In a predominantly peasant or rural country, guerrilla struggles can play an important part in struggles against dictatorship and oppression. But, even in these circumstances, it is the working class in the cities and towns that are essential to overthrowing regimes, winning real democratic rights, ending capitalism, and introducing socialism. Guerrilla campaigns should be auxiliary to the predominant role of the working class in the fight to change society, and guerrilla campaigns need to be democratically controlled by peasants and working people. Without the conscious and active participation of the working class – the most collective and progressive class in society – and the spreading of the socialist revolution internationally, particularly to the richer countries, it is not possible to bring about a genuinely socialist society.
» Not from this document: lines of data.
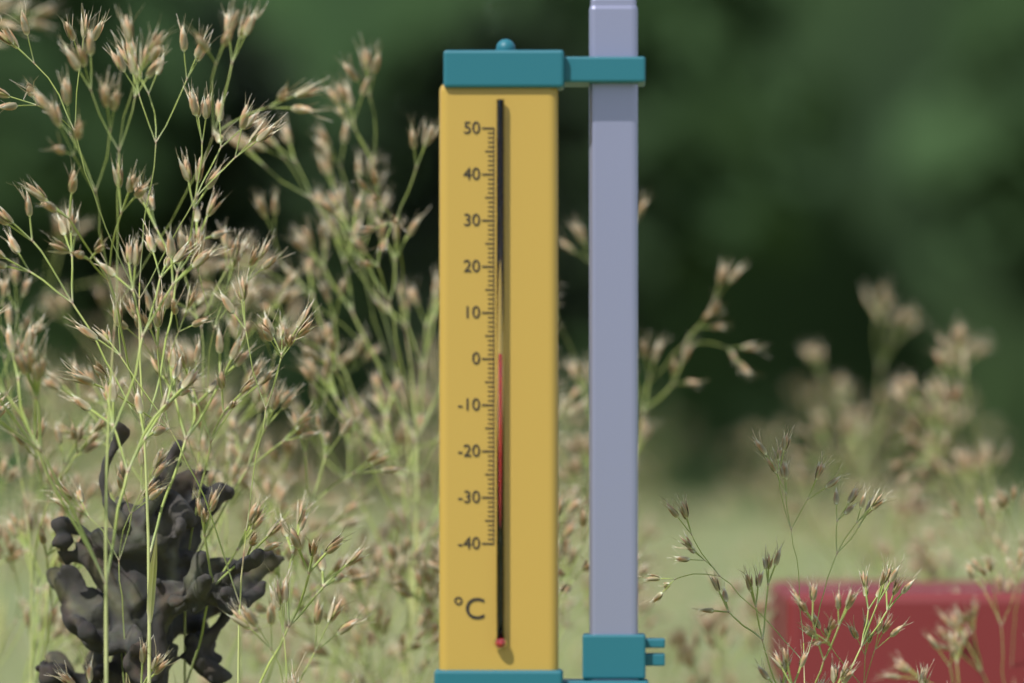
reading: 1 °C
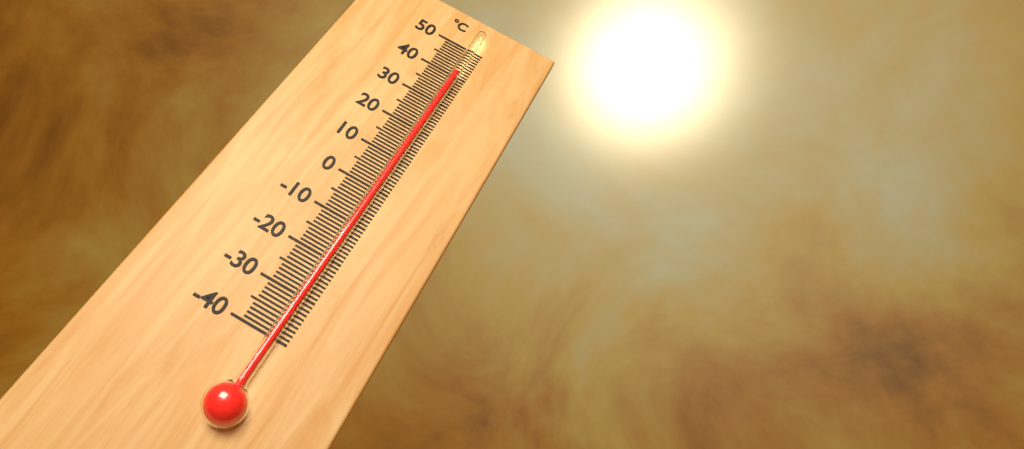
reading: 40 °C
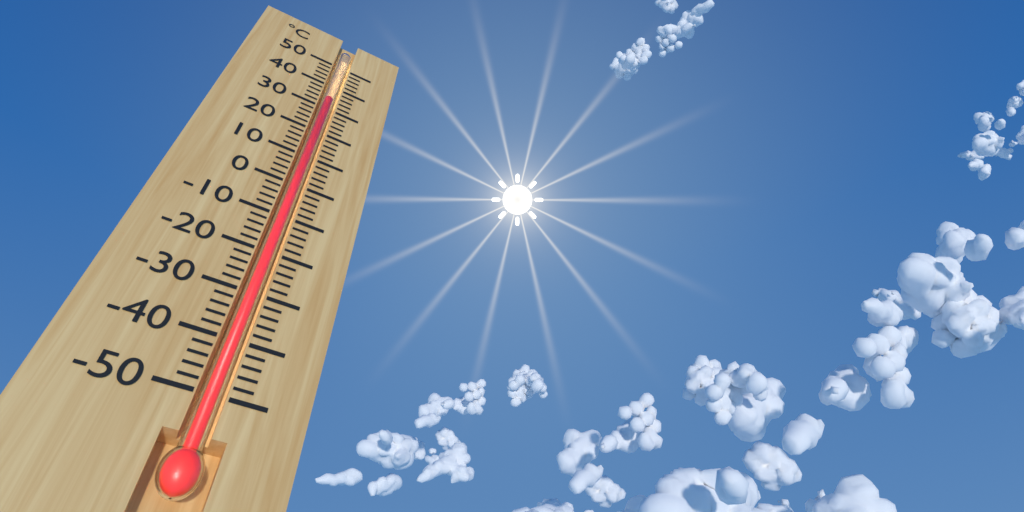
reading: 34 °C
The betrayals of workers and the poor by the CPN-UML (Communist Party Nepal – United Marxist Leninist) has made the situation more complex. This main party of the working class in the cities openly collaborates with the ruling class, instead of putting forward an independent, revolutionary, working class position.

The CPN-UML was part of the recently sacked government (initially installed by the King), in which they had thirteen ministries alongside the right wing National Democratic Party. The leadership of the CPN-UML failed to learn from the experiences of 1994 to 1997, when they were ousted from power because the ruling class did not feel the communists properly represented their interests.

Lack of a socialist programme

The CPN-UML is a major force in Nepalese society and, therefore, its lack of socialist policies are a major roadblock for working people in their struggle for a better life. The CPN-UML programme is very limited. Their current demands and tactics are based upon the fact that there is no bourgeois democracy in Nepal. Their main proposal therefore is a vague demand for ‘bourgeois’ or ‘liberal parliamentary’ democracy. Their other demands are for an all-party government, the intervention of the UN, and for peace with the Maoist guerrillas (The CPN-UML does not give an explanation as to why previous peace talks failed). This programme – which appeals to the so-called ‘progressive wing’ of capitalism, at home, and internationally, – is not the programme that can end civil war and bring peace to Nepal.

What is really needed is a programme of land reforms, the nationalisation of the main industries and resources, under the democratic control and management of working people, and an internationalist, working class policy to break the isolation of Nepal. To carry out these policies needs a workers’ government, which would call for the support of workers and the poor throughout south Asia.

Unfortunately, the current dominant left forces in Nepal – Maoism and the CPN-UML – have all the classic features and limits of Stalinism. They still see things in terms of a so-called, ‘national democratic revolution’ or a ‘people’s democratic revolution’, and they are confused over the role of working class and peasantry. The call for stable liberal, parliamentary, democracy (which is impossible in the conditions in Nepal), and then, some time in the future, for a struggle for socialism, is a cruel illusion. When previously adopted by communist parties with mass support in other countries (Spain in the 1930s or Indonesia in the 1960s, to give just two examples), these types of policies often led to the massacre of many militants and were a serious defeat for working people. The communist parties gave up an independent, class position for an alliance with parties and forces that supposedly represented the ‘progressive’ capitalists – only to find these same ‘progressives’ turn on them when the demands from the working class became a serious threat to the interests of capitalism.

Only workers’ unity, with a revolutionary socialist programme, can overturn the Nepalese monarchy, the capitalist and feudal elite, expel imperialism, and transform society on socialist lines. Only this will end civil wars and the exploitation and misery of the working class in the Himalayan state.